Sans Superellipse Fyluh 9 is a very bold, wide, low contrast, italic, normal x-height font visually similar to 'Chewatext' and 'Jaturat' by Jipatype (names referenced only for comparison).
Keywords: sports branding, racing graphics, gaming titles, tech packaging, posters, futuristic, sporty, techy, aggressive, speedy, high impact, speed emphasis, modern industrial, display clarity, rounded corners, squared bowls, chamfered joins, tight apertures, forward slant.
A heavy, forward-leaning sans built from rounded-rectangle geometry. Strokes are thick and uniform, with corners consistently softened into superellipse-like curves and many terminals cut on a diagonal, creating a streamlined, engineered feel. Counters tend to be compact and rectangular, and several letters show closed or tightly pinched apertures, giving the face a dense, high-impact texture. The rhythm is energetic and slightly compressed in the vertical direction, with confident, blocky forms that stay consistent across caps, lowercase, and figures.

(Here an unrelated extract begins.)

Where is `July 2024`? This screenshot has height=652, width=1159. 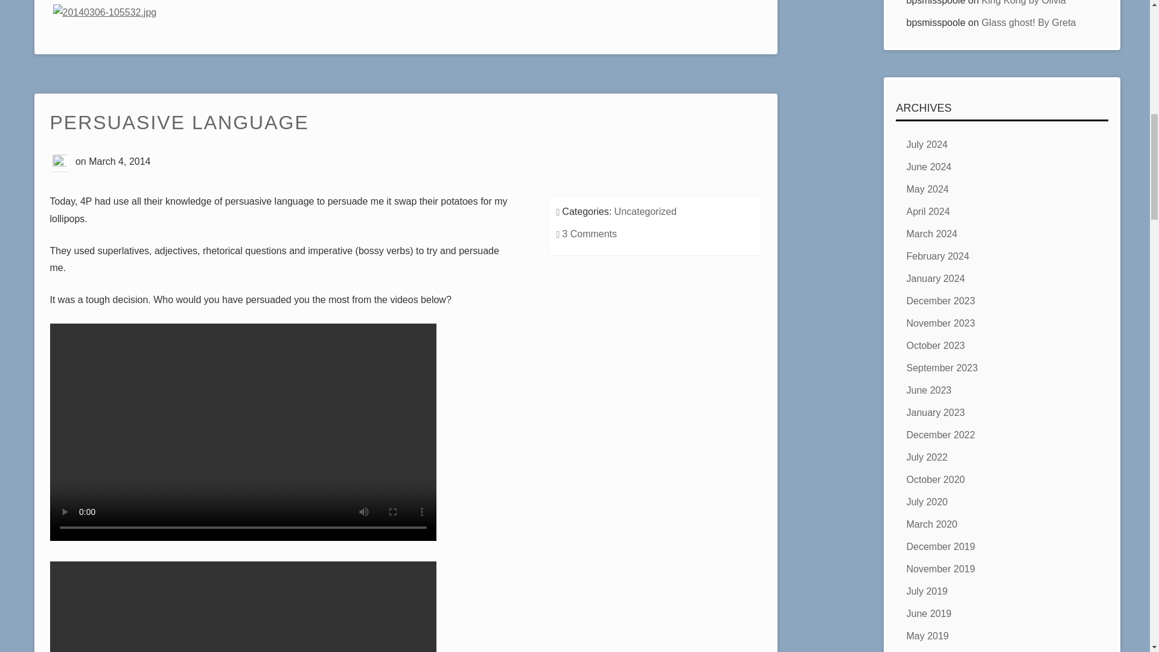 July 2024 is located at coordinates (927, 145).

Best suited to short, prominent settings where its mass and slant can communicate speed and strength—team marks, racing or motorsport graphics, game UI headers and titles, tech/product packaging, and punchy poster headlines. It can work for brief subheads or callouts, but the dense counters and strong emphasis make it most effective at larger sizes.
The overall tone reads fast, modern, and performance-oriented, like lettering designed for motion and impact. Its angled cuts and compact counters add a hard-edged, technical attitude while the rounded corners keep it contemporary rather than brutalist.
The design appears intended to deliver a high-impact italic display sans with a sleek, modular construction, balancing sharp, aerodynamic cuts with rounded-rectangle softness for a modern, industrial look.
In text, the strong slant and tight internal spaces create a bold, continuous typographic stripe, especially in all-caps. The numerals follow the same rounded-rect construction, matching the letterforms closely and reinforcing a cohesive, display-forward voice.